Without Clinton Push, NAFTA Loses Momentum

AS some supporters of the North American Free Trade Agreement watch President Clinton's low-profile opening campaign for congressional approval this week, they are counting their fight lost.

Mr. Clinton's plan to submit NAFTA to Congress today, as well as to sign side agreements on environmental and labor standards, offers little reassurance.

The missing element is a major White House campaign to change the terms of debate over the trade agreement. So far, the discussion of NAFTA has been dominated by its critics, most notably Ross Perot, who argue that it will send American jobs to Mexico.

In Congress, even among Republicans, where support is concentrated, NAFTA appears to be losing ground, according to minority leader Robert Michel (R) of Illinois. He attributes this slippage, especially among the wavering freshman members, to Clinton's lack of salesmanship.

``I think NAFTA's dead,'' says one lobbyist for the agreement. ``I've counted noses on Capitol Hill enough [to know this].''

``It's looking worse all the time,'' says Moises Naim, a scholar at the Carnegie Endowment for International Peace who follows NAFTA closely. ``The administration continues to be absent.''

Until last week, the White House was offering a picture of three big public campaigns this fall - reinventing government, NAFTA, and health care. But while Clinton headed out of town for several days last week to promote Vice President Al Gore Jr.'s plan to streamline the federal bureaucracy, he will not make a parallel effort this week for NAFTA.

Instead, the plan is for several Cabinet secretaries to testify at House and Senate hearings today and tomorrow, then fan out to major cities to pitch the agreement. US ambassadors to Latin American countries also will stump for the pact.

Without a strong pitch by the president himself, however, the national news is likely to focus at least as heavily this week on the coming health-care debate.

NAFTA, as negotiated with Mexico and Canada, is to take effect on Jan. 1. However, missing this deadline does not necessarily scuttle the accord. Congress has 90 days to vote on it once the president submits it. So if Clinton submits it today, Congress could theoretically approve it early in January to take effect when signed into law.

But it is not clear whether Clinton will have any more time to spend on NAFTA later this fall or winter - after his health-care proposals are formally presented.

``What you're seeing here frankly looks an awful lot like the Dukakis campaign,'' says pro-NAFTA lobbyist Ray Ludwiszewski, referring to the 1988 Democratic presidential nominee's unwillingness to respond to charges. As a result, Mr. Ludwiszewski says, the charges against NAFTA are sticking.

``The president doesn't seem to want to launch a full-scale campaign for NAFTA,'' he complains.

The frustration among NAFTA supporters is that only the president carries a big enough megaphone to reach a wide audience with a pro-NAFTA message.

BUT even these supporters acknowledge that it is not an easy case to make to the public when the economy is skittish. The arguments that NAFTA is a threat are simpler and more immediate than the arguments that it is of mutual long-term benefit to all countries.

``The tragedy is that the short-term, demagogic, populist, myopic, political case against NAFTA was very strong,'' Mr. Naim says. Although he says that the economic competitiveness of the United States will suffer from a failure to pass NAFTA, he acknowledges that its defeat will not have many domestic political repercussions. And if NAFTA were to be approved, every layoff or plant closing in the US would be blamed on it.

The scuttling of NAFTA might leave more political fallout in Mexico, which has been opening its still-protected economy dramatically under President Carlos Salinas de Gortari. His term expires next year, and a rebuff from the US on NAFTA could bring in a more protectionist successor.

NAFTA will first come before the House of Representative - where it is less popular than in the Senate - because congressional leaders want to spare senators the pain of voting for a controversial bill that might fail anyway.

``The passions are flowing against it'' in the House, says Speaker Thomas Foley (D) of Washington. A slim majority of Democrats is against NAFTA now, he says, but the picture is constantly changing.

``You're going to get into the last hours of this before you know how some members are going to vote,'' the Speaker told a Monitor breakfast last week.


**Task to carry out**
In the entries below, find the line containing "for every button, label, input, icon, or" and the line containing "Detect and localize". Copy those two lines and everything between them exactly, and only that.

>>>

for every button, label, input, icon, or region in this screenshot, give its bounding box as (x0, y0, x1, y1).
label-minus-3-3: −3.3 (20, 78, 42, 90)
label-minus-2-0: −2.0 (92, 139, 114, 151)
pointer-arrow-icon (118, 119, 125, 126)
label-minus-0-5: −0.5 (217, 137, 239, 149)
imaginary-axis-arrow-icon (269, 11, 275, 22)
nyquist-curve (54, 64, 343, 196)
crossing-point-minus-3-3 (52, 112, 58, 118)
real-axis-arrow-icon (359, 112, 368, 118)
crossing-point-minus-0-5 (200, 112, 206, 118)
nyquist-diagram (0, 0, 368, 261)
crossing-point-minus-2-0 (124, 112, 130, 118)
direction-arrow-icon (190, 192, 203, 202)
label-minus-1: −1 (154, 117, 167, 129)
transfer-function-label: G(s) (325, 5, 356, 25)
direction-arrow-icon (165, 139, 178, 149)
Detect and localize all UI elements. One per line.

<<<
>>>

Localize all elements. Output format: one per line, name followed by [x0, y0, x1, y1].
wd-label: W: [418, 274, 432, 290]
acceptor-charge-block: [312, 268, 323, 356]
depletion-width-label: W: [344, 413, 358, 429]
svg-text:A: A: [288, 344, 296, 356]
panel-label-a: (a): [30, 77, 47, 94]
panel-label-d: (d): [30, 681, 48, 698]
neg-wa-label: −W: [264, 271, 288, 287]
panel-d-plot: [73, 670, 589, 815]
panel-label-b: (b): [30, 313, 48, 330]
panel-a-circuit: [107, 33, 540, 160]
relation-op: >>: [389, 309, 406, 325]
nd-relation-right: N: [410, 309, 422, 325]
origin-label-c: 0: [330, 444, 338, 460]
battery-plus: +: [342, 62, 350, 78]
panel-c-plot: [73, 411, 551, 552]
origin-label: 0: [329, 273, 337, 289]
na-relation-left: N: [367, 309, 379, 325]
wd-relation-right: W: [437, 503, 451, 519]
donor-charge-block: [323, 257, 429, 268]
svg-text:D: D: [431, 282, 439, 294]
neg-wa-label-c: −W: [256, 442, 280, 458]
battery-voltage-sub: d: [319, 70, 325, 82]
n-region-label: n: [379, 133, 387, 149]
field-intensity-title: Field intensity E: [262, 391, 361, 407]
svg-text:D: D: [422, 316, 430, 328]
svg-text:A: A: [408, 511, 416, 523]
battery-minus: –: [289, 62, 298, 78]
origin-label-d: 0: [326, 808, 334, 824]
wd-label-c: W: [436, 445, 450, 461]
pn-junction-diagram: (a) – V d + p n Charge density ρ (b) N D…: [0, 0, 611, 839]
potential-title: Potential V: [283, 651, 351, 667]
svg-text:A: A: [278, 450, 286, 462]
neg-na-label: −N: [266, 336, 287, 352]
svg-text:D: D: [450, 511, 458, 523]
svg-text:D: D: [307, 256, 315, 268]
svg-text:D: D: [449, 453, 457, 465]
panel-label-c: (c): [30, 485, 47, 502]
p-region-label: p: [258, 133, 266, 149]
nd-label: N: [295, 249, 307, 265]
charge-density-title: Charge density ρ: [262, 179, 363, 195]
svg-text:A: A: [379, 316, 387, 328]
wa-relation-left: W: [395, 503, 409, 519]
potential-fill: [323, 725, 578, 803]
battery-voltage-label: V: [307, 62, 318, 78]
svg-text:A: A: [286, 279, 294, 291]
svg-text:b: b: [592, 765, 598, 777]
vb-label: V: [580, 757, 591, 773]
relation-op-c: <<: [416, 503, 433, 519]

<<<

**Answer for this exercise**
for every button, label, input, icon, or region in this screenshot, give its bounding box as (x0, y0, x1, y1).
label-minus-3-3: −3.3 (20, 78, 42, 90)
label-minus-2-0: −2.0 (92, 139, 114, 151)
pointer-arrow-icon (118, 119, 125, 126)
label-minus-0-5: −0.5 (217, 137, 239, 149)
imaginary-axis-arrow-icon (269, 11, 275, 22)
nyquist-curve (54, 64, 343, 196)
crossing-point-minus-3-3 (52, 112, 58, 118)
real-axis-arrow-icon (359, 112, 368, 118)
crossing-point-minus-0-5 (200, 112, 206, 118)
nyquist-diagram (0, 0, 368, 261)
crossing-point-minus-2-0 (124, 112, 130, 118)
direction-arrow-icon (190, 192, 203, 202)
label-minus-1: −1 (154, 117, 167, 129)
transfer-function-label: G(s) (325, 5, 356, 25)
direction-arrow-icon (165, 139, 178, 149)
Detect and localize all UI elements. One per line.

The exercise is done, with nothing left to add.